Raising the Flag for the environment
Tuesday was a beautiful day. Clear blue skies and a warm sun. I arrived at St. Luke’s Primary school in Twinbrook at 10 am as arranged and the teachers had already arranged for scores of children to be sitting on the grass. There were also some of the school teachers and representatives from local community groups.
I was there to raise a flag – or hoist - as I was told by the Deputy Principal Mr. Shannon. In this case a flag demonstrating the schools commitment to a positive environmental agenda, and its success in winning the Eco- Bronze award.
St. Luke’s has taken up environmental issues in a big way. The teachers and children are committed to improving their school and local environment. And as part of this St. Luke’s became involved in an innovative and unique project called the Eco Schools Award scheme.
This was created after the 1992 Rio Earth Summit on the environment. At that time issues like climate change and pollution were really beginning to make a big public impact. The Eco Schools project rewards and accredits schools that have made a commitment to continuously improving their environmental performance.
It is also a learning resource, raising awareness among children of environmental issues through activities that link to curriculum subjects.
The Eco-Schools programme in the north addresses a range of issues, including Biodiversity; Litter; Waste, Energy; Healthy Living and School Grounds.
Claire Robinson is the headmistress and she and Kevin Shannon the deputy Principal are very enthusiastic about the Eco-schools scheme.

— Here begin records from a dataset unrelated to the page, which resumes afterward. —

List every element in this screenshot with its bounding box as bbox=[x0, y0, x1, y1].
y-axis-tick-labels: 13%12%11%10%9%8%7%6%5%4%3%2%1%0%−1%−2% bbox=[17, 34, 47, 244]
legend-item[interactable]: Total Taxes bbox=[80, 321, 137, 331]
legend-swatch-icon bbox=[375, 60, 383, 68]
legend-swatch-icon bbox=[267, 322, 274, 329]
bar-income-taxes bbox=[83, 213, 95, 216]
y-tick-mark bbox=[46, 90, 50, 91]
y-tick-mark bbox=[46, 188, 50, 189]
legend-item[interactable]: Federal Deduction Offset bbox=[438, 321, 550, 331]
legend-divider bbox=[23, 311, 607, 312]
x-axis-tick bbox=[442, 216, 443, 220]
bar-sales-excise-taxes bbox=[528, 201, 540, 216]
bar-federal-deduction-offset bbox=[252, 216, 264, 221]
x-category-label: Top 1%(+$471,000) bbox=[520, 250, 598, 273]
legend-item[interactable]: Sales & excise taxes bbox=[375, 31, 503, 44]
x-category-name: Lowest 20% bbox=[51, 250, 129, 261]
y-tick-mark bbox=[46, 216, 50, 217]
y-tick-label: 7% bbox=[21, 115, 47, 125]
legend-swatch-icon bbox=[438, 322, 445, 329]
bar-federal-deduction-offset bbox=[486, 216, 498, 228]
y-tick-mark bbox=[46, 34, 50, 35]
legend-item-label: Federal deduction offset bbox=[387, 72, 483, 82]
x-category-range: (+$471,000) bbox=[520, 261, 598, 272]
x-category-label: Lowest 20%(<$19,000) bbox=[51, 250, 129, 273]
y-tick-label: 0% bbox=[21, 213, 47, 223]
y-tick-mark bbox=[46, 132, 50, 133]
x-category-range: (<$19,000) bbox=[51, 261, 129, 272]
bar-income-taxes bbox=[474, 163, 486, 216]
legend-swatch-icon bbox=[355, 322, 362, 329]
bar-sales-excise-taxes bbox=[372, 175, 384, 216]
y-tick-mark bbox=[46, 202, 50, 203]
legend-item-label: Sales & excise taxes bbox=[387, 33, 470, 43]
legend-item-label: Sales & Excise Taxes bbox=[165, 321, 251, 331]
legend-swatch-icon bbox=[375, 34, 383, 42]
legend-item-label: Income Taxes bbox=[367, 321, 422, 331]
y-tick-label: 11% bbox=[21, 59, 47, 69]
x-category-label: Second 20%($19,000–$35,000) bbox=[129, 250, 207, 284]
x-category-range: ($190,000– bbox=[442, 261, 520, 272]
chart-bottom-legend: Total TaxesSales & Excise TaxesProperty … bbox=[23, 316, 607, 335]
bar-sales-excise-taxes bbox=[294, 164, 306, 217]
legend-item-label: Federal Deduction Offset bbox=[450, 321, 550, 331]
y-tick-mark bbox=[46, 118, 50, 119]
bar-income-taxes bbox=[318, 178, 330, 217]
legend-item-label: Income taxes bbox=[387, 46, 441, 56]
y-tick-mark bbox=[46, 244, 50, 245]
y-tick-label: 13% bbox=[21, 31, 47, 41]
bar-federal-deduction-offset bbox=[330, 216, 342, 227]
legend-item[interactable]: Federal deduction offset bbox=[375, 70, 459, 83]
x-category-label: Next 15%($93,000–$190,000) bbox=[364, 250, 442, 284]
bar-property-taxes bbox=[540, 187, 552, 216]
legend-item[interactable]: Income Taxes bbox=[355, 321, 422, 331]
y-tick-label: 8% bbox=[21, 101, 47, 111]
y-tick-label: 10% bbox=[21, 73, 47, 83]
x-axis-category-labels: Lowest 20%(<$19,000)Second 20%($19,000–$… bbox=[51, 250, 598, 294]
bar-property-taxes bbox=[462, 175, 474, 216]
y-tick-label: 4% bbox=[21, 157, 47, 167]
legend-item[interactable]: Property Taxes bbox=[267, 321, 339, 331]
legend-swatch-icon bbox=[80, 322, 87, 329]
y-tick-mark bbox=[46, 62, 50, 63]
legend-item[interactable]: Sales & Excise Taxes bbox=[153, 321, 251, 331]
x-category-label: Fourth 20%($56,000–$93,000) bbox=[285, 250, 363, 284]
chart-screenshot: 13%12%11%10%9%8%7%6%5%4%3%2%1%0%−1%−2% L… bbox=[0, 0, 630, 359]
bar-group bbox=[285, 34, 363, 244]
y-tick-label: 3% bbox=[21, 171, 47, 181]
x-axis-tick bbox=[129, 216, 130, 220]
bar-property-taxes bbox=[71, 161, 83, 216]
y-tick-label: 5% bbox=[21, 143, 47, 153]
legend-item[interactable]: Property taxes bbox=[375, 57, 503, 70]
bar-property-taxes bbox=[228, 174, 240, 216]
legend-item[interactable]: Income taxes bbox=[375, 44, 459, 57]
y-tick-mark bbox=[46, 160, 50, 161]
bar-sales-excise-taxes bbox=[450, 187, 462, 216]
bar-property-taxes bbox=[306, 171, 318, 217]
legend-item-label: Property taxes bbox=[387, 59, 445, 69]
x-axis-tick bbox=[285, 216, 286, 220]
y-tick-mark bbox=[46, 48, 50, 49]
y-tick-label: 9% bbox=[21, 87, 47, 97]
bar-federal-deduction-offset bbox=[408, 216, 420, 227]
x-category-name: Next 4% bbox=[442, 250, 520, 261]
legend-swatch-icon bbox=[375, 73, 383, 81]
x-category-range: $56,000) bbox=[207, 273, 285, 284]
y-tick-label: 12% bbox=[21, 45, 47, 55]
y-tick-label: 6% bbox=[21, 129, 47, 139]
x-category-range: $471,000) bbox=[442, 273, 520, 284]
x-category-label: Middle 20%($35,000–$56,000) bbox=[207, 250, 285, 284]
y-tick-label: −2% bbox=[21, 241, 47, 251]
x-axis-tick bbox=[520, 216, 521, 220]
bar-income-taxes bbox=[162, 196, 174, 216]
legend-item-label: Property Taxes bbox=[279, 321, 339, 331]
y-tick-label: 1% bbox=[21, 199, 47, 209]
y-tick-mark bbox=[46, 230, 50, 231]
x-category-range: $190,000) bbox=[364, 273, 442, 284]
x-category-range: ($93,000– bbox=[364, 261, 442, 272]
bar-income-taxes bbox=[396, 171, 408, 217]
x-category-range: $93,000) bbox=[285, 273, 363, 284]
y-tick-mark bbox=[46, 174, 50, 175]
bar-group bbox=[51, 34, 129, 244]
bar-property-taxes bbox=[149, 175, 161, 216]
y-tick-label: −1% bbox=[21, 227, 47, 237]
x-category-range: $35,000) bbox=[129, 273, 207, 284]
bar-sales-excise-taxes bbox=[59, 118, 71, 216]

The pupils are equally enthusiastic and together the Pupil’s Council, the pupils and the teachers identified a whole series of ways in which they could make a positive difference to the school environment, as well as making it a safer place for those who use it.
And the ideas seem so simple. Recycling old and used exercise books and paper. Switching off lights, computers and other equipment when not being used. Providing more bins in the playground to reduce litter. Having a ‘healthy break’ policy for the whole school. And composing and displaying a ‘school eco guide’.
As a result of all this St. Luke’s won the Eco-Bronze Award. And it is well deserved.
This blog commended all the pupils for their trojan efforts and told them how the day before a ‘bag lady’ had visited Parliament Buildings to raise awareness around society’s over use of plastic bags. I explained how plastic bags don’t decompose and can stay in the ground for centuries. I asked them to try to not use plastic bags and if out shopping with their parents to ask them to use an environmentally friendly bag.
Then a few of the pupils to join me and raised the flag.
After the formal part of the event was over I met some more of the teachers and also some of the school staff who help make St. Luke’s a successful and enjoyable learning experience for the children.
We walked over to look at the new ‘outdoor learning environment’ which was created as part of the Eco-Schools project and which the children were very involved in designing. This is essentially a garden with bird boxes and bird baths and a place for growing vegetables and herbs and flowers.
It was obvious that the teachers and the children thoroughly enjoyed the Eco experience. The teachers were full of praise for the pupils and told me stories of groups of children cleaning up local litter, clearing away glass, and on one occasion returning to the school with a toilet cistern that someone had just thrown out.
On another occasion when the school was holding a religious service in the adjacent St. Luke’s chapel, one young girl arrived with an armful of empty cider bottles that she had found on her way there. Such dedication!
The Eco Schools Project has obviously caught the imagination of pupils and teachers and those local community groups like the Housing Executive that have helped the school win this award.
This year it was the Eco-School Bronze Award. Next year they are aiming for the Silver Award.
Comments
And we need, I believe, to better care for our spiritual/mental environment too. And I feel that that means taking a stand against institutions that willfully promote inequality and by enlarge mysogeny, and the devastating effects of that played out in family relational breakdown and the alcohol and substance missuse.
A happy family is one in which the mother is happy. Not treated like an inferior being.
This is the kind of environmental action that could make a huge change to the quality of all of our lives in the community and bring revival to Belfast, the like of which hasn't been seen in over a hundred years. And Sinn Fein is the party to do it.
Gerry, I hope you and Sinn Féin will keep pressing for clean energy, especially wind energy and hydroelectric power. It would be great to see the famed "emerald isle" emerge as a leader in green technology!